How effective are the enforcement activities of derivatives exchanges in the digital age? A survey of enforcement notices through the lens of humans
How effective are the enforcement activities of derivatives exchanges in the digital age? A survey of enforcement notices through the lens of humans
Purpose: the purpose of this paper is to scrutinise the effectiveness of four derivative exchanges’ enforcement efforts since 2007. These exchanges include the Commodity Exchange Inc. and ICE Futures US from the United States and ICE Futures Europe and the London Metal Exchange from the UK.
Design/methodology/approach: the paper examines 799 enforcement notices published by four exchanges through a behavioural science lens: HUMANS conceived by Hunt (2023) in Humanizing Rules: Bringing Behavioural Science to Ethics and Compliance.
Findings: the paper finds the effectiveness of the exchanges’ enforcement efforts to be a mixed picture as financial markets transition from the digital to artificial intelligence era. Humans remain a key cog in the wheel of market participants’ trading operations, albeit their roles have changed. Despite this, some elements of exchanges’ enforcement regimes have not kept pace with the move from floor to remote trading. However, in other respects, their efforts are or should be, effective, at least in behavioural terms.
Research limitations/implications: the paper’s findings are arguably limited to exchanges based in Anglophone jurisdictions. The information published by the exchanges is variable, making “like-for-like” comparisons difficult in some areas.
Practical implications: the paper makes several recommendations that, if adopted, could help exchanges to increase the potency of their enforcement programmes.
Originality/value: a key aim of the paper is to shift the lens through which the debate concerning the efficacy of exchange-level oversight is conducted. Hitherto, a legal lens has been used, whereas this paper uses a behavioural lens.
COMEX, Conduct risk, Enforcement, ICE futures, London Metal Exchange, Market abuse
313-354
Culley, Alexander Conrad
2f899523-c2b7-473c-8ab9-3128483e732e
5 April 2024
Culley, Alexander Conrad
2f899523-c2b7-473c-8ab9-3128483e732e
Culley, Alexander Conrad
(2024)
How effective are the enforcement activities of derivatives exchanges in the digital age? A survey of enforcement notices through the lens of humans.

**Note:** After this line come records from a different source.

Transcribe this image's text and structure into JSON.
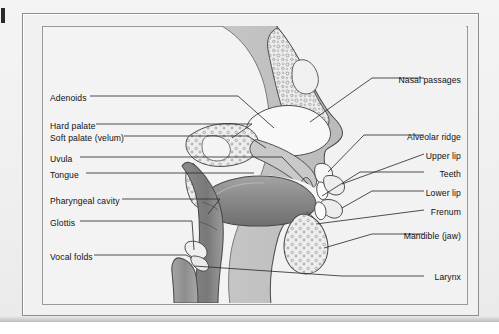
{
  "figure": {
    "type": "anatomical-diagram",
    "frame": {
      "outer": true,
      "inner": true
    },
    "background_color": "#f1f1f1",
    "line_color": "#333333",
    "label_color": "#111111"
  },
  "labels": {
    "left": [
      {
        "id": "adenoids",
        "text": "Adenoids",
        "x": 8,
        "y": 96,
        "leader_to_x": 205,
        "leader_to_y": 96
      },
      {
        "id": "hard-palate",
        "text": "Hard palate",
        "x": 8,
        "y": 124,
        "leader_to_x": 205,
        "leader_to_y": 118
      },
      {
        "id": "soft-palate",
        "text": "Soft palate (velum)",
        "x": 8,
        "y": 136,
        "leader_to_x": 205,
        "leader_to_y": 131
      },
      {
        "id": "uvula",
        "text": "Uvula",
        "x": 8,
        "y": 157,
        "leader_to_x": 205,
        "leader_to_y": 150
      },
      {
        "id": "tongue",
        "text": "Tongue",
        "x": 8,
        "y": 173,
        "leader_to_x": 205,
        "leader_to_y": 168
      },
      {
        "id": "pharyngeal-cavity",
        "text": "Pharyngeal cavity",
        "x": 8,
        "y": 199,
        "leader_to_x": 205,
        "leader_to_y": 197
      },
      {
        "id": "glottis",
        "text": "Glottis",
        "x": 8,
        "y": 221,
        "leader_to_x": 205,
        "leader_to_y": 219
      },
      {
        "id": "vocal-folds",
        "text": "Vocal folds",
        "x": 8,
        "y": 255,
        "leader_to_x": 205,
        "leader_to_y": 252
      }
    ],
    "right": [
      {
        "id": "nasal-passages",
        "text": "Nasal passages",
        "x": 388,
        "y": 78
      },
      {
        "id": "alveolar-ridge",
        "text": "Alveolar ridge",
        "x": 395,
        "y": 135
      },
      {
        "id": "upper-lip",
        "text": "Upper lip",
        "x": 418,
        "y": 154
      },
      {
        "id": "teeth",
        "text": "Teeth",
        "x": 437,
        "y": 172
      },
      {
        "id": "lower-lip",
        "text": "Lower lip",
        "x": 418,
        "y": 191
      },
      {
        "id": "frenum",
        "text": "Frenum",
        "x": 427,
        "y": 210
      },
      {
        "id": "mandible-jaw",
        "text": "Mandible (jaw)",
        "x": 390,
        "y": 234
      },
      {
        "id": "larynx",
        "text": "Larynx",
        "x": 432,
        "y": 275
      }
    ]
  },
  "anatomy": {
    "regions": [
      {
        "id": "head-silhouette",
        "name": "Head profile (skin/soft tissue)",
        "fill": "#bdbdbd"
      },
      {
        "id": "nasal-cavity",
        "name": "Nasal cavity",
        "fill": "#f7f7f7"
      },
      {
        "id": "nasal-bone",
        "name": "Nasal bone (spongy)",
        "fill": "#e8e8e8"
      },
      {
        "id": "hard-palate-bone",
        "name": "Hard palate bone",
        "fill": "#e4e4e4"
      },
      {
        "id": "tongue-body",
        "name": "Tongue",
        "fill": "#8e8e8e"
      },
      {
        "id": "pharynx-airway",
        "name": "Pharyngeal airway",
        "fill": "#f5f5f5"
      },
      {
        "id": "pharynx-wall",
        "name": "Pharyngeal wall",
        "fill": "#858585"
      },
      {
        "id": "mandible-bone",
        "name": "Mandible bone",
        "fill": "#e6e6e6"
      },
      {
        "id": "lips",
        "name": "Lips",
        "fill": "#f2f2f2"
      },
      {
        "id": "larynx-trachea",
        "name": "Larynx / trachea",
        "fill": "#9a9a9a"
      },
      {
        "id": "vocal-fold-pair",
        "name": "Vocal folds",
        "fill": "#efefef"
      }
    ]
  }
}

Journal of Financial Regulation and Compliance, 32 (3), .
(doi:10.1108/JFRC-08-2023-0132).
Abstract
Purpose: the purpose of this paper is to scrutinise the effectiveness of four derivative exchanges’ enforcement efforts since 2007. These exchanges include the Commodity Exchange Inc. and ICE Futures US from the United States and ICE Futures Europe and the London Metal Exchange from the UK.
Design/methodology/approach: the paper examines 799 enforcement notices published by four exchanges through a behavioural science lens: HUMANS conceived by Hunt (2023) in Humanizing Rules: Bringing Behavioural Science to Ethics and Compliance.
Findings: the paper finds the effectiveness of the exchanges’ enforcement efforts to be a mixed picture as financial markets transition from the digital to artificial intelligence era. Humans remain a key cog in the wheel of market participants’ trading operations, albeit their roles have changed. Despite this, some elements of exchanges’ enforcement regimes have not kept pace with the move from floor to remote trading. However, in other respects, their efforts are or should be, effective, at least in behavioural terms.
Research limitations/implications: the paper’s findings are arguably limited to exchanges based in Anglophone jurisdictions. The information published by the exchanges is variable, making “like-for-like” comparisons difficult in some areas.
Practical implications: the paper makes several recommendations that, if adopted, could help exchanges to increase the potency of their enforcement programmes.
Originality/value: a key aim of the paper is to shift the lens through which the debate concerning the efficacy of exchange-level oversight is conducted. Hitherto, a legal lens has been used, whereas this paper uses a behavioural lens.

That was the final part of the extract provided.